Looking up, Victoria met Jack Amberly’s amused gaze. Clearly, he had observed her exchange with the Spanish lady. If he had any idea of what the woman had said to blacken his character, how could he be grinning at Victoria now? Did he want her to think the worst of him?

Briggs’ voice interrupted this puzzling line of thought. “Mr. Carr,” he announced.

Victoria turned toward the door.

There was her father, looking so hopelessly out of place that Victoria nearly cried out. Her London-tutored eyes saw how wrong his gray coat was, the collar too high, the lapels oddly cut, the color faded.
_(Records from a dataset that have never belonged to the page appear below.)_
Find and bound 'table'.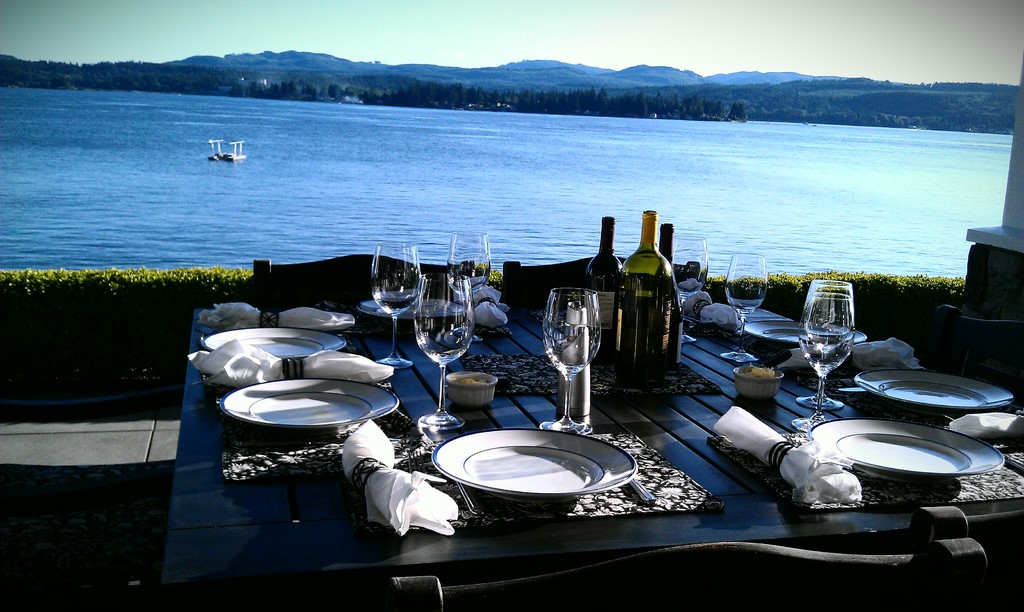
Bound: (left=155, top=268, right=1023, bottom=611).
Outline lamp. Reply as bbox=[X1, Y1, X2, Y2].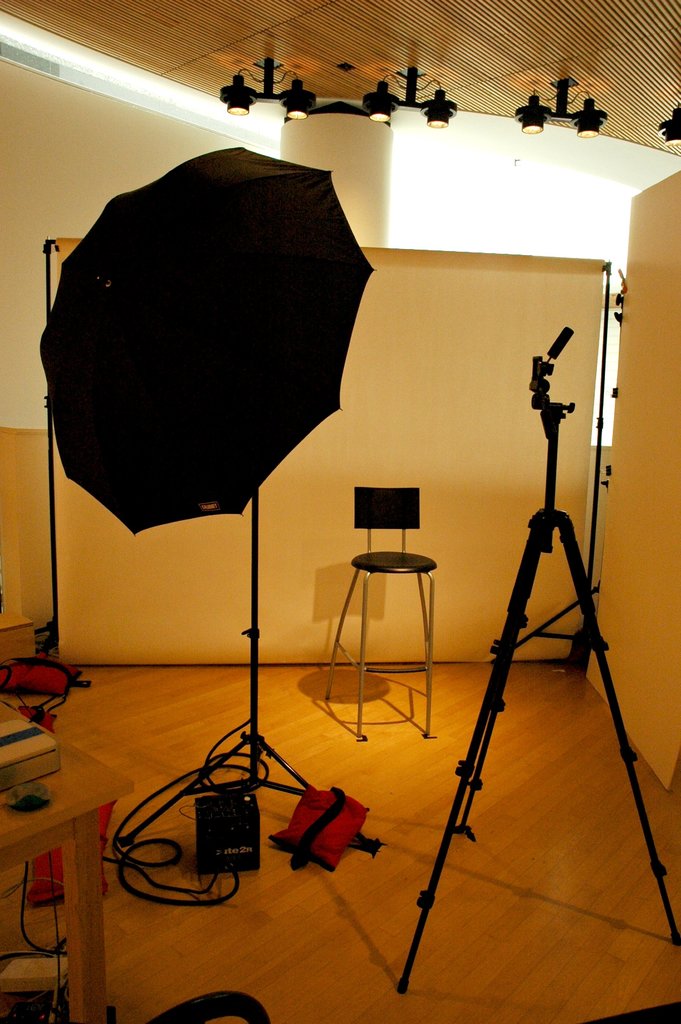
bbox=[216, 58, 318, 118].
For a pained instant Victoria thought he’d come to end her Season. Then his seeking gaze swept the room and passed over her without recognition. He blinked like a man waking from sleep, and she saw the consciousness in his eyes of his own odd appearance in such fashionable company. Still he stepped forward, clearly embarrassed but resolute, with a half-smile on his lips.

In that moment of silence she saw that he had stopped looking for her and was staring at Letitia Faverton, who gasped and pressed her hands together tightly. Jack Amberly was at his aunt’s side to steady her, and almost as quick to reach her was Edward Carr.

 

**** 10 ****

L
etty caught herself for the tenth time since breakfast lost between intention and action. Just now she had entered the drawing room to do— what? She shook her head, pausing to let the thought come back to her, looking for the clue to her purpose in the familiar objects around her. She clenched her hands in frustration and found that she was holding her scissors. Now she remembered—she was going to trim dead blooms from last night’s bouquets.

She should have had Mrs. Nugee, her housekeeper, do it, but to wait idly for this morning’s callers was beyond her, nor could she sustain rational thought long enough for letters or business. Her hands trembled at their task, and she scattered petals and pollen on the table’s polished surface. Ned Carr was going to call. Six years had passed since their last meeting, six years in which to master her feelings, to shape them to a mild, disinterested regard for him.